Best Image Format for Website Upload Forms
Upload forms have format restrictions for technical and practical reasons — some image formats are too large, too obscure, or not supported by the form's backend. Knowing which formats work everywhere and which require conversion saves time and frustration.
Universally accepted formats
JPG/JPEG is accepted by every upload form, application, and platform. It's been the standard for over 30 years. If a form says "upload an image" without further specification, JPG will work.
PNG is accepted almost everywhere — the exceptions are rare enough to be considered bugs rather than intentional restrictions.
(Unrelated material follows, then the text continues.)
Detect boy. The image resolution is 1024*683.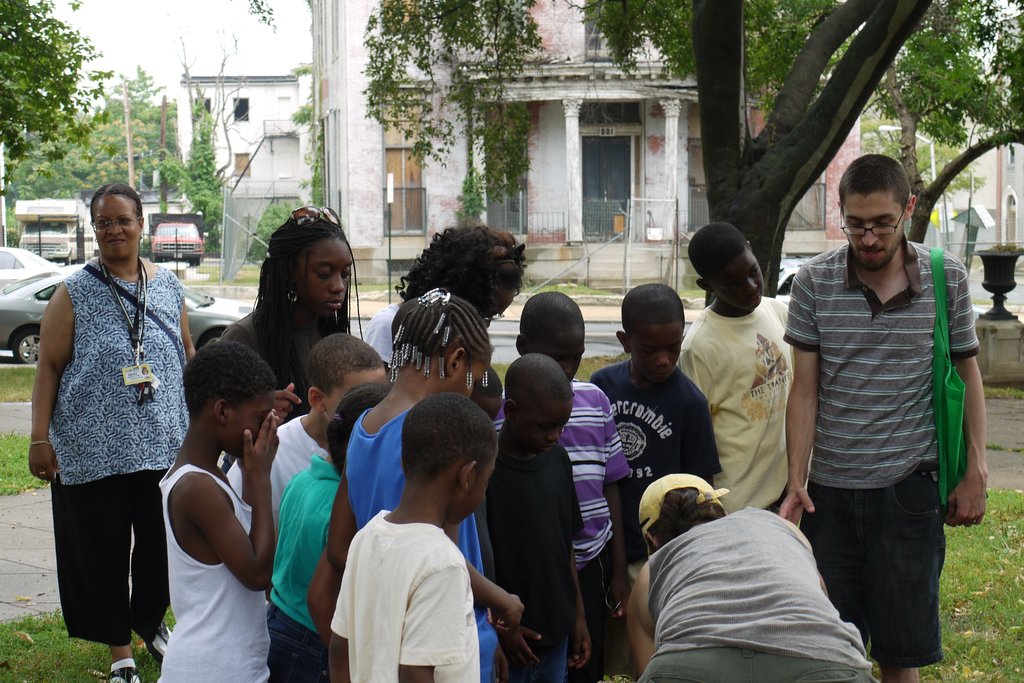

PNG is the right choice when your image has a transparent background, text, or sharp edges.
For practical purposes: if you're not sure what a form accepts, convert your image to JPG. It works everywhere.
Sometimes supported
WebP is growing in acceptance but isn't universal yet. Many modern platforms accept it; older systems and some government portals don't.
GIF is technically supported everywhere but only makes sense for animated images. Static GIFs are inferior to JPG or PNG.
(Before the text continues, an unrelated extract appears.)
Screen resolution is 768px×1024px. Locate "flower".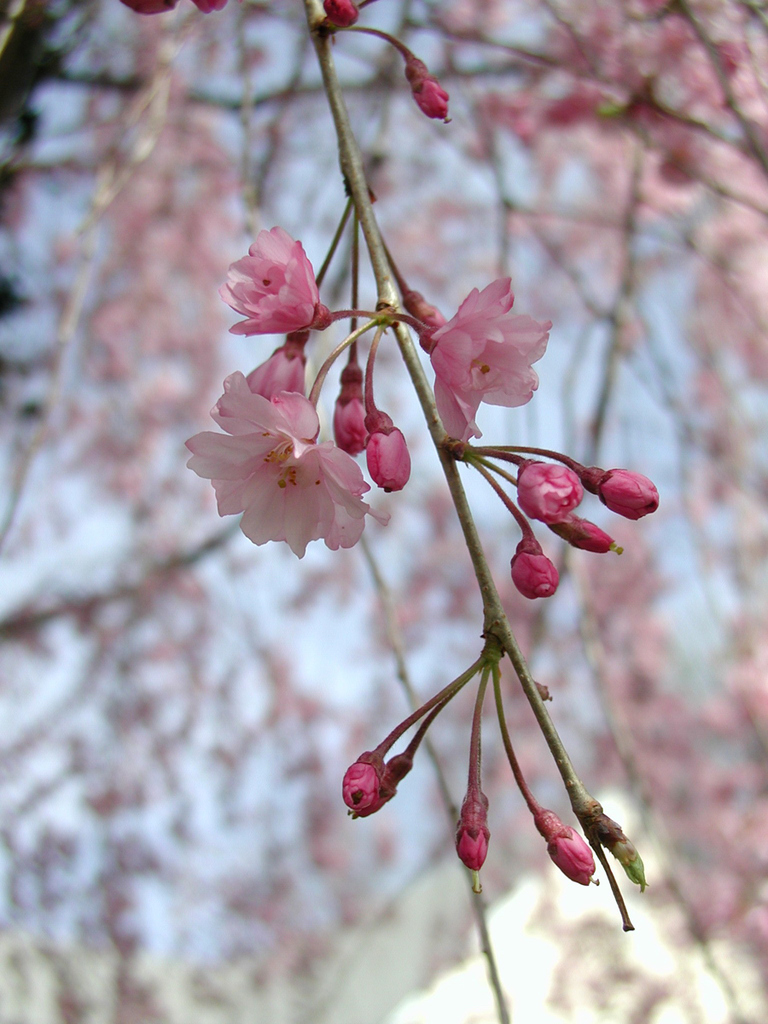
detection(533, 810, 602, 886).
PDF is accepted when the form asks for a document, not an image specifically. Some forms use "image upload" to mean "attach a document," in which case PDF may work.
Usually rejected
HEIC — iPhone's default format — is rejected by most upload forms outside Apple's ecosystem. Convert to JPG.
AVIF — a newer format used by some Android phones and web exports — is not yet widely accepted by upload forms. Convert to JPG.
TIFF — a high-quality format used in professional photography and print — is often too large for upload forms and not accepted by most consumer platforms.
SVG — vector graphics format — is rejected by most image upload forms because it can contain executable code and most systems don't render SVG safely.
RAW — camera raw formats (CR2, NEF, ARW) — are not accepted by any standard upload form. Convert to JPG before uploading.
When a form rejects your image
Convert to JPG. This fixes format errors, size issues (JPG is significantly smaller than most other formats for photographs), and compatibility problems. Use a quality setting of 80–90% for sharp results at reasonable file sizes.